Thalberg’s most famous compositional innovation was to play a melody in the middle register with alternating hands (very often the two thumbs) leaving the free right hand to provide elaborate decorations and the left to supply the bass and harmony with the addition of the clever use of the sustaining pedal. It foxed the ears and sounded as though three or four hands were playing. People used to stand on their chairs to see how it was done. It was a device that Thalberg used in the majority of his more than 30 opera fantasies and they became his trademark. They astonished his public and, though largely forgotten today, were far more popular than anything than, say, Chopin was writing at the time. Why are they forgotten? Because Liszt’s opera fantasies were far more inventive and harmonically adventurous (not to mention his Piano Sonata which is on a completely different level of creativity to Thalberg’s sole excursion into that genre); because Thalberg was perceived as a one-trick pony (understandable but not true) – he even became known by the nickname of ‘Old Arpeggio’; because he failed to move with the times. He made a fortune touring America in the late 1850s, returned to Europe and thereafter retired, to all intents and purpose, to his villa in Posillipo where he cultivated his vines. The musical world had forgotten him even before his death in 1871.

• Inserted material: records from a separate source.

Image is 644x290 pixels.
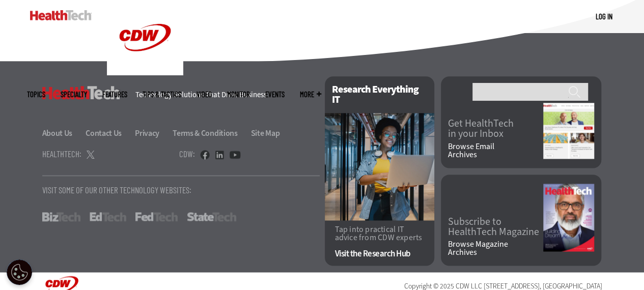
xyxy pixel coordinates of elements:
a: BizTech [42,212,80,221]
img: newsletter screenshot [543,103,594,159]
a: Tips & Tactics [142,91,181,98]
a: StateTech [187,212,236,221]
p: Tap into practical IT advice from CDW experts [335,225,424,242]
span: Specialty [60,91,87,98]
a: EdTech [89,212,126,221]
a: Browse EmailArchives [447,142,543,159]
span: More [300,91,321,98]
a: Features [102,91,128,98]
div: User menu [595,11,613,22]
div: Cookie Settings [7,259,32,285]
a: CDW [107,67,184,78]
h4: HealthTech: [42,149,81,158]
a: Site Map [251,128,280,138]
a: Video [197,91,211,98]
a: MonITor [227,91,250,98]
a: Visit the Research Hub [335,249,424,258]
a: Contact Us [86,128,134,138]
span: Topics [27,91,45,98]
p: Visit Some Of Our Other Technology Websites: [42,186,320,194]
a: Terms & Conditions [172,128,249,138]
button: Open Preferences [7,259,32,285]
img: Home [30,10,92,20]
a: Get HealthTechin your Inbox [447,119,543,139]
a: Browse MagazineArchives [447,240,543,256]
a: About Us [42,128,85,138]
a: Events [265,91,285,98]
h2: Research Everything IT [325,76,434,113]
a: Subscribe toHealthTech Magazine [447,217,543,237]
a: Privacy [135,128,171,138]
h4: CDW: [179,149,195,158]
a: FedTech [135,212,177,221]
a: Log in [595,11,613,21]
img: Fall 2025 Cover [543,183,594,252]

Received wisdom ever since has been that Thalberg’s piano music (and it was almost all for the piano) is not fit for consumption. It’s an opinion handed down from teacher to pupil through the generations with few bothering to investigate for themselves. Admittedly, not all of it is first class, though I have never come across a piece that was less than beautifully laid out for the hands. But the best of Thalberg cannot fail to work its magic, and if you seek out the recordings by Raymond Lewenthal, Earl Wild, Michael Ponti, Marc-André Hamelin and others you will hear what effective and brilliant music Thalberg wrote: his fantasies on Don Pasquale, for instance, Rossini’s Moses, The Barber of Seville and La Sonnambula, the Variations on God Save the King, and Les Huguenots with its brilliant octave variation. Instead of relying on the recycled verdicts of others, pianists should explore these scores for themselves and, after some judicious cherry-picking, add one or two to their arsenal of audience pleasers. 

If concert planners and promoters were equally imaginative, we might even see the likes of Spohr, Raff, Rheinberger, Reinecke, Rubinstein and Meyerbeer making a return to the concert halls and opera houses of the world. Sometimes, taking a risk pays off. Which record label would have even considered making a recording of a work as obscure as Scharwenka’s Fourth Piano Concerto? Who, after it was released by Hyperion, would have bet that recording would win the 1996 Gramophone Record of the Year Award? It has now sold nearly 40,000 copies. OK, that’s not bums on seats – but it shows a noteworthy public interest in a little-known composer from the 19th century that might easily translate into ticket sales...if only the public were given the chance.